Ben Whishaw gives a glorious performance as Limonov – funny, dour,...
Eduard Limonov’s bizarre career, from rebel émigré writer in New York to leader of a fascistic, militaristic political group, is told with gusto by Kirill Serebrennikov
Fascism, punk, euphoria and despair … it’s all here, or mostly, in this hilarious biopic of Eduard Limonov, the rock’n’roll émigré Russian writer and patriot-dissident who wound up poverty-stricken in New York at about the same time as Sid Vicious. Limonov became an angry bohemian, a sexual outlaw and a celebrated adulte terrible in French literary circles in the 80s, railing against the prissy liberals and mincing hypocrites. Then he returned to Russia and became the leader of a violent group called the National Bolshevik Party. Tactfully, nobody here points out the similarity to “national socialist party”. It was if someone had given Michel Houellebecq a machine gun.

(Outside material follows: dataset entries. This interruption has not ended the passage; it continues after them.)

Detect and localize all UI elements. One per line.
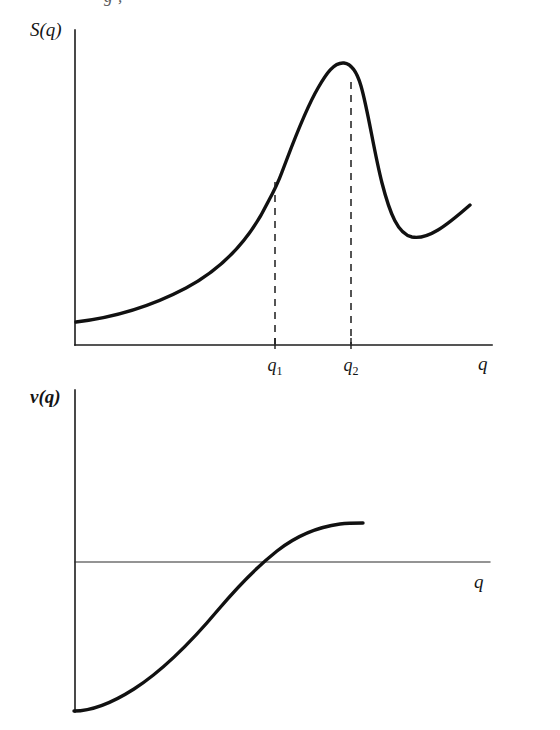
y-axis-label-panel1: S(q) — [30, 19, 62, 41]
panel-effective-potential: v(q) q — [30, 386, 490, 712]
figure-root: g , q1 q2 S(q) q — [0, 0, 560, 730]
curve-effective-potential — [74, 523, 363, 711]
tick-label-q1: q1 — [268, 355, 283, 378]
x-axis-label-panel1: q — [478, 353, 488, 374]
figure-canvas: q1 q2 S(q) q v(q) q — [0, 0, 560, 730]
tick-label-q2: q2 — [344, 355, 359, 378]
panel-structure-factor: q1 q2 S(q) q — [30, 19, 492, 378]
curve-structure-factor — [76, 63, 470, 322]
x-axis-label-panel2: q — [474, 571, 484, 592]
y-axis-label-panel2: v(q) — [30, 386, 61, 408]
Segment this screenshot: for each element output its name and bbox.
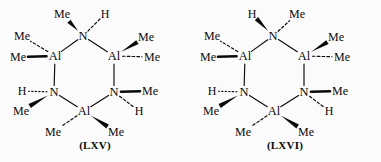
- structure-lxv-caption: (LXV): [0, 139, 190, 151]
- ring-bond-n_top-al_right_top: [278, 40, 297, 52]
- bond-al_right_top-me_upper_right-wedge: [311, 40, 328, 52]
- ring-bond-n_right_bottom-al_bottom: [91, 95, 109, 106]
- ring-atom-al_left_top: Al: [239, 50, 252, 62]
- substituent-me_bottom_right: Me: [108, 126, 124, 138]
- bond-al_right_top-me_right-dash: [312, 56, 332, 57]
- bond-al_bottom-me_bottom_left-dash: [251, 116, 267, 127]
- substituent-me_upper_left: Me: [204, 30, 220, 42]
- substituent-me_upper_left: Me: [14, 30, 30, 42]
- substituent-me_upper_right: Me: [328, 31, 344, 43]
- ring-bond-al_left_top-n_top: [62, 40, 78, 52]
- substituent-me_upper_right: Me: [138, 31, 154, 43]
- bond-al_right_top-me_upper_right-wedge: [121, 40, 138, 52]
- ring-bond-n_top-al_right_top: [88, 40, 107, 52]
- ring-atom-n_right_bottom: N: [109, 86, 118, 98]
- substituent-me_bottom_right: Me: [298, 126, 314, 138]
- bond-al_left_top-me_left-bold: [218, 56, 237, 57]
- bond-al_right_top-me_right-dash: [122, 56, 142, 57]
- bond-n_right_bottom-me_mid_right-bold: [121, 91, 140, 92]
- structure-lxvi-caption: (LXVI): [190, 139, 380, 151]
- substituent-h_top_left: H: [248, 8, 257, 20]
- ring-atom-n_top: N: [78, 30, 87, 42]
- substituent-me_right: Me: [334, 51, 350, 63]
- bond-n_top-h_top_right-dash: [88, 19, 100, 31]
- bond-n_left_bottom-me_lower_left-wedge: [29, 95, 48, 108]
- substituent-h_top_right: H: [101, 8, 110, 20]
- structure-lxv-bonds: [0, 0, 190, 162]
- bond-n_top-me_top_left-wedge: [67, 20, 78, 31]
- substituent-me_mid_right: Me: [332, 85, 348, 97]
- bond-n_right_bottom-h_lower_right-dash: [310, 96, 324, 107]
- bond-n_left_bottom-h_mid_left-dot: [218, 91, 237, 92]
- ring-atom-n_left_bottom: N: [49, 86, 58, 98]
- ring-atom-n_left_bottom: N: [239, 86, 248, 98]
- substituent-me_lower_left: Me: [13, 105, 29, 117]
- substituent-h_mid_left: H: [18, 85, 27, 97]
- bond-n_left_bottom-h_mid_left-dot: [28, 91, 47, 92]
- bond-al_left_top-me_upper_left-dash: [221, 41, 238, 51]
- structure-lxvi-bonds: [190, 0, 380, 162]
- bond-n_left_bottom-me_lower_left-wedge: [219, 95, 238, 108]
- substituent-me_mid_right: Me: [142, 85, 158, 97]
- substituent-me_left: Me: [10, 51, 26, 63]
- ring-bond-n_right_bottom-al_bottom: [281, 95, 299, 106]
- substituent-me_lower_left: Me: [203, 105, 219, 117]
- ring-bond-n_left_bottom-al_left_top: [244, 64, 245, 86]
- ring-atom-al_bottom: Al: [268, 105, 281, 117]
- ring-atom-al_right_top: Al: [108, 50, 121, 62]
- substituent-me_top_right: Me: [289, 8, 305, 20]
- ring-atom-al_right_top: Al: [298, 50, 311, 62]
- ring-bond-n_left_bottom-al_left_top: [54, 64, 55, 86]
- bond-al_left_top-me_left-bold: [28, 56, 47, 57]
- ring-atom-n_right_bottom: N: [299, 86, 308, 98]
- bond-al_bottom-me_bottom_right-wedge: [281, 116, 299, 129]
- ring-atom-n_top: N: [268, 30, 277, 42]
- substituent-me_right: Me: [144, 51, 160, 63]
- bond-n_right_bottom-h_lower_right-dash: [120, 96, 134, 107]
- bond-al_left_top-me_upper_left-dash: [31, 41, 48, 51]
- ring-bond-al_bottom-n_left_bottom: [59, 95, 77, 106]
- substituent-me_left: Me: [200, 51, 216, 63]
- bond-n_right_bottom-me_mid_right-bold: [311, 91, 330, 92]
- substituent-me_bottom_left: Me: [235, 126, 251, 138]
- structure-lxvi: (LXVI) NAlNAlNAlHMeMeMeMeMeHMeMeHMeMe: [190, 0, 380, 162]
- bond-al_bottom-me_bottom_right-wedge: [91, 116, 109, 129]
- ring-atom-al_left_top: Al: [49, 50, 62, 62]
- substituent-h_lower_right: H: [135, 105, 144, 117]
- substituent-me_top_left: Me: [54, 8, 70, 20]
- substituent-me_bottom_left: Me: [45, 126, 61, 138]
- ring-bond-al_bottom-n_left_bottom: [249, 95, 267, 106]
- substituent-h_lower_right: H: [325, 105, 334, 117]
- ring-atom-al_bottom: Al: [78, 105, 91, 117]
- structure-lxv: (LXV) NAlNAlNAlMeHMeMeMeMeHMeMeHMeMe: [0, 0, 190, 162]
- substituent-h_mid_left: H: [208, 85, 217, 97]
- bond-al_bottom-me_bottom_left-dash: [61, 116, 77, 127]
- figure-canvas: (LXV) NAlNAlNAlMeHMeMeMeMeHMeMeHMeMe (LX…: [0, 0, 381, 162]
- ring-bond-al_left_top-n_top: [252, 40, 268, 52]
- bond-n_top-me_top_right-dash: [278, 21, 289, 32]
- bond-n_top-h_top_left-wedge: [255, 17, 268, 31]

Ben Whishaw gives a glorious performance as Limonov – funny, dour,...
- 5/19/2024
- by Peter Bradshaw
- The Guardian - Film News
Reflecting the peculiarities and contradictions of the man who gives the film its title, Limonov: The Ballad is a strange, stilted, inventive, kaleidoscopic, challenging, imaginative and — above all, and perhaps entirely intentionally — irritating biopic of the Russian poet-punk-prisoner-gadfly-neo-Fascist Eduard Limonov (né Eduard Veniaminovich Savenko in 1948). To paraphrase the novelist Julian Barnes’ review of Emmanuel Carrere’s sort-of novel, sort-of biography on which this film is loosely based, Limonov: The Ballad is a work viewers may enjoy having seen more than they would enjoy seeing it.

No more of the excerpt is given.